Tuesday, January 16, 2007
It's OK, I Can Walk
This is a Ford Windstar minivan.
This is a delicious Mexican flan dessert.
On the surface, you might thing these two things have very little in common. For example, one is a self-contained motorized form of transport relying on an internal combustion engine to propel a family in relative foot-roomy comfort with enough space left over in the back to safely tuck away the lifeless corpse of a helpless, recently murdered puppy where the kids won't be troubled by it. You know, so long as you can control the smell. Of the mouldering dog I mean. The kid smell, sadly, is long-term and non-negotiable.
The other, you will notice, is a tasty honey-glazed baked egg custard turned out of a ceramic mold and presented in a festively ethnic sort of a way to maximize the multicultural liberal satisfaction of eating it. Not only does it give you all the wonders and benefits you would normally expect from eating cooked condensed milk, but you can also feel superior to the person seated next to you eating vanilla ice-cream who is obviously a Hitler-loving Klansman. Also: the puppy-hiding principles exist, but they would require a scale of construction that would render this method highly impractical.
Just to be clear, I'm not saying in any way that a Ford Windstar minivan and a delicious Mexican flan dessert are exactly the same in every way. I'm not. I just want to be clear about that.
What I am saying is that they may be more alike than you realize.
First of all, both were probably made from foreign, most likely Mexican labor. In the Windstar's case, it's because the outsourcing of formerly American jobs even in the construction and assembly of American vehicles means that more and more of the things we think of as "American" is now mostly just a marketing angle and just about every aspect of the manufacture of this vehicle after the design phase--and perhaps even that--has been handled by grubby forn hands.

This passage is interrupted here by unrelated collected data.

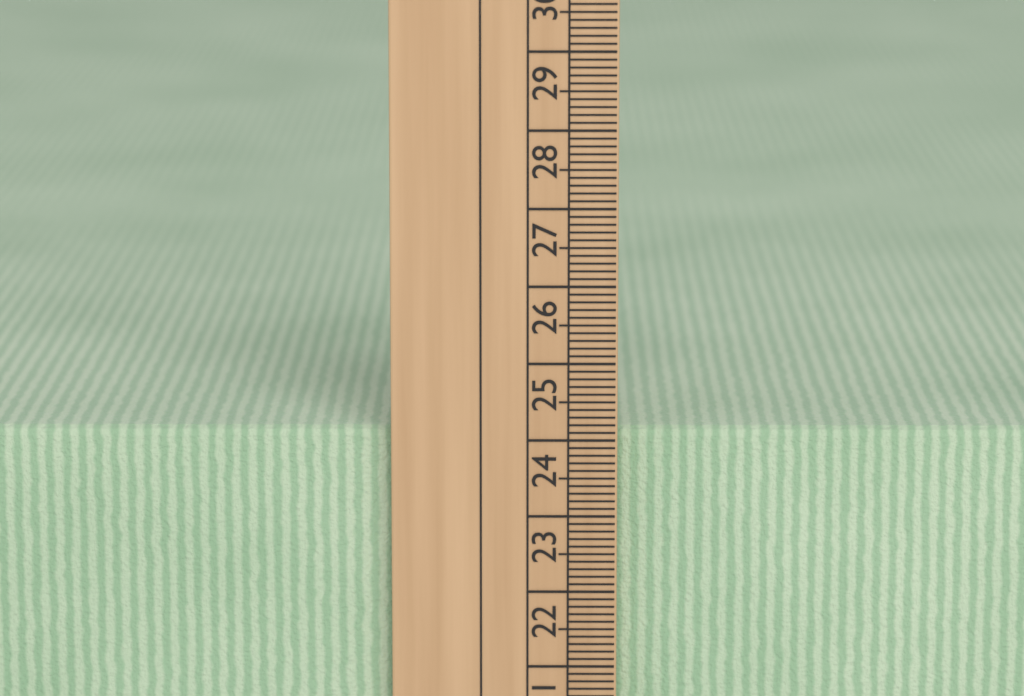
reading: 24.1 cm
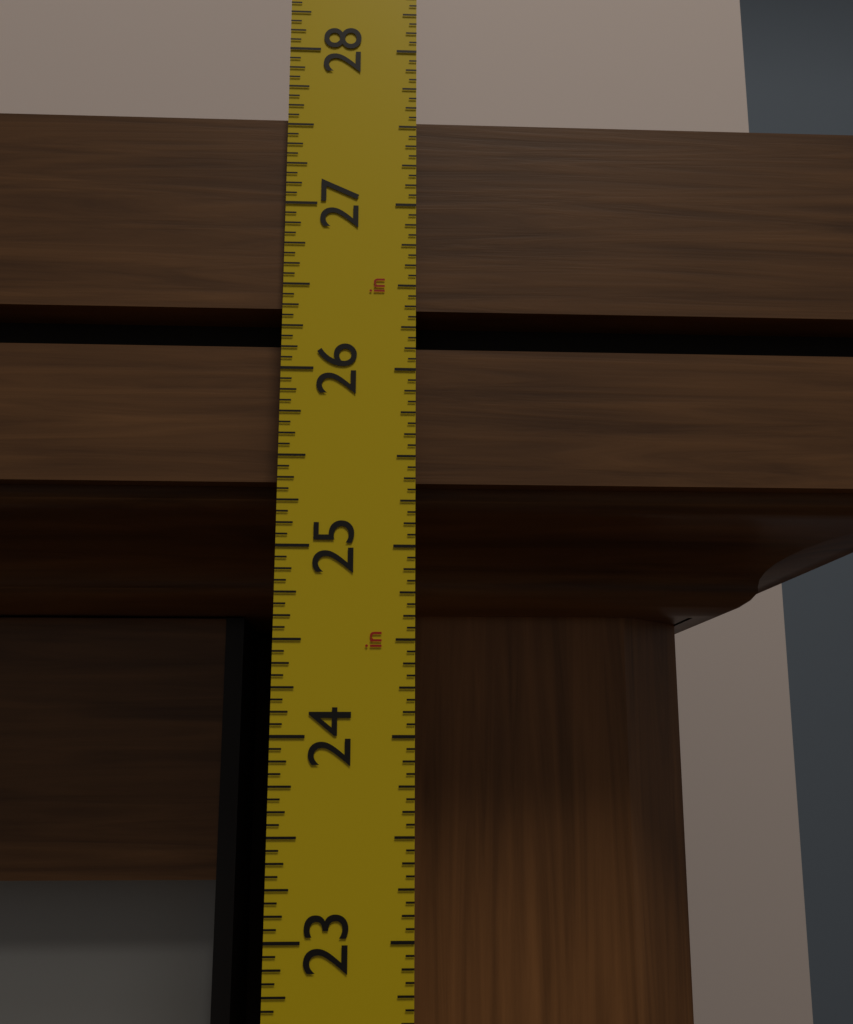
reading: 27.5625 in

The flan goes even a step further. Not only was it designed and popularized by Mexicans, given the way kitchens in most major restaurants are staffed these days, even if you bought one here in America, chances are it was probably still made for you by a person of the Mexican persuasion.* Exactly the same as a Windstar!
Is that all there is? Of course not! The most important thing: I own a Ford Windstar. I have eaten flan.
If I had on my desk next to me right now a freshly baked, honey-swimming flan tempting my tastebuds to some hot gastronomical miscegenation, that flan would in potentia provide for me right this minute the exact same road-worthy driveability of my Windstar.
I hate my Ford.
Pops
*= "of the Mexican persuasion" means any one darker than a light mocha and speaks something vaguely Romance. Most likely a Guatemalan.